16/12/2025
It was 5:30 AM, 81 years ago.. An eruption of flame and smoke burst along the ghost front in the Ardennes. For eighty-five miles German mortars coughed, rockets hissed up their launching platforms, 88 Flak shells roared. The ground shook. Snow-covered trees quivered, shaking veils of white to the ground. Private Anthony Thibeau of the 99th Division was awakened by shells shrieking overhead. Then came the sounds of ashcans - "screaming meemies" - and a second later two hollow plunks of mortars a few yards away.

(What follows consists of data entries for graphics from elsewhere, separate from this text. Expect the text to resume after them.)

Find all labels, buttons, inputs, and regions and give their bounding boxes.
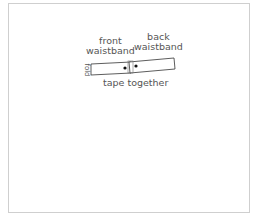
front-dot-marker [123,66,126,69]
waistband-diagram [0,0,257,223]
back-dot-marker [134,64,137,67]
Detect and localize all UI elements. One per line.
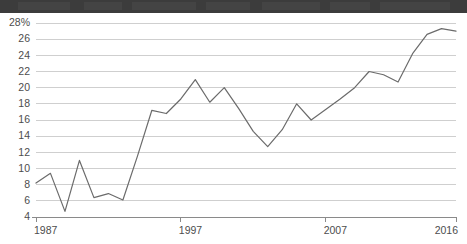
y-tick-label: 10 <box>18 162 30 174</box>
x-axis-labels: 1987199720072016 <box>34 224 458 236</box>
y-tick-label: 6 <box>24 194 30 206</box>
y-tick-label: 20 <box>18 81 30 93</box>
y-tick-label: 8 <box>24 178 30 190</box>
y-tick-label: 12 <box>18 146 30 158</box>
cropped-title-strip <box>0 0 467 13</box>
y-tick-label: 4 <box>24 210 30 222</box>
y-tick-label: 24 <box>18 49 30 61</box>
y-tick-label: 28% <box>9 16 30 28</box>
gridlines <box>36 23 456 201</box>
chart-page: 28%262422201816141210864 198719972007201… <box>0 0 467 244</box>
y-tick-label: 16 <box>18 113 30 125</box>
x-tick-label: 1997 <box>179 224 203 236</box>
y-tick-label: 18 <box>18 97 30 109</box>
x-tick-label: 2007 <box>324 224 348 236</box>
x-tick-label: 1987 <box>34 224 58 236</box>
y-axis-labels: 28%262422201816141210864 <box>9 16 30 222</box>
chart-svg: 28%262422201816141210864 198719972007201… <box>0 13 467 244</box>
y-tick-label: 26 <box>18 32 30 44</box>
line-chart: 28%262422201816141210864 198719972007201… <box>0 13 467 244</box>
y-tick-label: 22 <box>18 65 30 77</box>
y-tick-label: 14 <box>18 129 30 141</box>
x-tick-label: 2016 <box>435 224 459 236</box>
x-axis <box>32 217 456 222</box>
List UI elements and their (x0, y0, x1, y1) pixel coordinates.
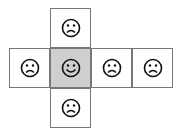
face-bottom (50, 88, 91, 128)
frown-face-icon (102, 58, 122, 78)
smile-face-icon (61, 58, 81, 78)
frown-face-icon (61, 98, 81, 118)
frown-face-icon (143, 58, 163, 78)
cube-net-diagram (0, 0, 178, 134)
face-far-right (132, 48, 173, 88)
face-top (50, 8, 91, 48)
frown-face-icon (20, 58, 40, 78)
face-right (91, 48, 132, 88)
frown-face-icon (61, 18, 81, 38)
face-center (50, 48, 91, 88)
face-left (9, 48, 50, 88)
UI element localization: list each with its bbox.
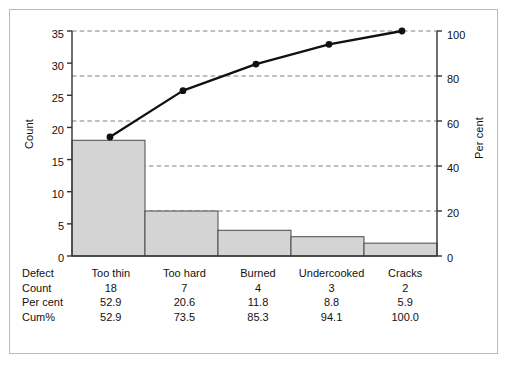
count-cell-0: 18 — [74, 281, 148, 296]
cumulative-line-markers — [107, 28, 406, 141]
cum-label: Cum% — [22, 310, 74, 325]
defect-label: Defect — [22, 266, 74, 281]
defect-cell-1: Too hard — [148, 266, 222, 281]
bar-cracks — [364, 243, 437, 256]
cum-cell-1: 73.5 — [148, 310, 222, 325]
defect-row: DefectToo thinToo hardBurnedUndercookedC… — [22, 266, 442, 281]
per-cent-cell-3: 8.8 — [295, 295, 369, 310]
bar-too-hard — [145, 211, 218, 256]
defect-cell-0: Too thin — [74, 266, 148, 281]
per-cent-label: Per cent — [22, 295, 74, 310]
per-cent-cell-0: 52.9 — [74, 295, 148, 310]
defect-cell-4: Cracks — [368, 266, 442, 281]
bar-too-thin — [72, 140, 145, 256]
per-cent-cell-1: 20.6 — [148, 295, 222, 310]
count-cell-1: 7 — [148, 281, 222, 296]
cum-cell-4: 100.0 — [368, 310, 442, 325]
per-cent-cell-4: 5.9 — [368, 295, 442, 310]
cum-marker-too-thin — [107, 134, 114, 141]
cum-marker-cracks — [399, 28, 406, 35]
cum-marker-too-hard — [180, 87, 187, 94]
bar-undercooked — [291, 237, 364, 256]
cum-cell-3: 94.1 — [295, 310, 369, 325]
defect-data-table: DefectToo thinToo hardBurnedUndercookedC… — [22, 266, 442, 324]
per-cent-cell-2: 11.8 — [221, 295, 295, 310]
bar-burned — [218, 230, 291, 256]
cum-cell-2: 85.3 — [221, 310, 295, 325]
pareto-chart-figure: Count Per cent 0 5 10 15 20 25 30 35 0 2… — [0, 0, 511, 367]
cum-row: Cum%52.973.585.394.1100.0 — [22, 310, 442, 325]
count-cell-2: 4 — [221, 281, 295, 296]
defect-cell-2: Burned — [221, 266, 295, 281]
count-cell-4: 2 — [368, 281, 442, 296]
count-row: Count187432 — [22, 281, 442, 296]
cum-marker-burned — [253, 61, 260, 68]
cum-marker-undercooked — [326, 41, 333, 48]
bar-series — [72, 140, 437, 256]
count-cell-3: 3 — [295, 281, 369, 296]
count-label: Count — [22, 281, 74, 296]
cum-cell-0: 52.9 — [74, 310, 148, 325]
defect-cell-3: Undercooked — [295, 266, 369, 281]
per-cent-row: Per cent52.920.611.88.85.9 — [22, 295, 442, 310]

Even further to the rear, a half dozen men sat drinking coffee in a 99th Division mess tent while the cook, Tyger by name, mixed a batch of pancake batter. Shells began flying overhead. "Give 'em hell, boys!" one GI said. A shell landed a hundred yards away. "That's incoming mail!" said Tiger in surprise. Then came an explosion overhead and Tyger leaped in the air. As the others stared at shrapnel holes in the tent, Tyger slowly, fastidiously withdrew his foot from the can of batter, and started stirring again..
Battle of the Bulge ⤵
Early on the misty winter morning of December 16, 1944, more than 200,000 German troops and nearly 1,000 tanks launched Adolf Hitler's last bid to reverse the ebb in his fortunes that had begun when Allied troops landed in France on D-Day. This battle also became known as the Ardennes Offensive and the Battle of the Bulge, the German attack was an attempt to push the Allied frontline west from northern France to northwestern Belgium.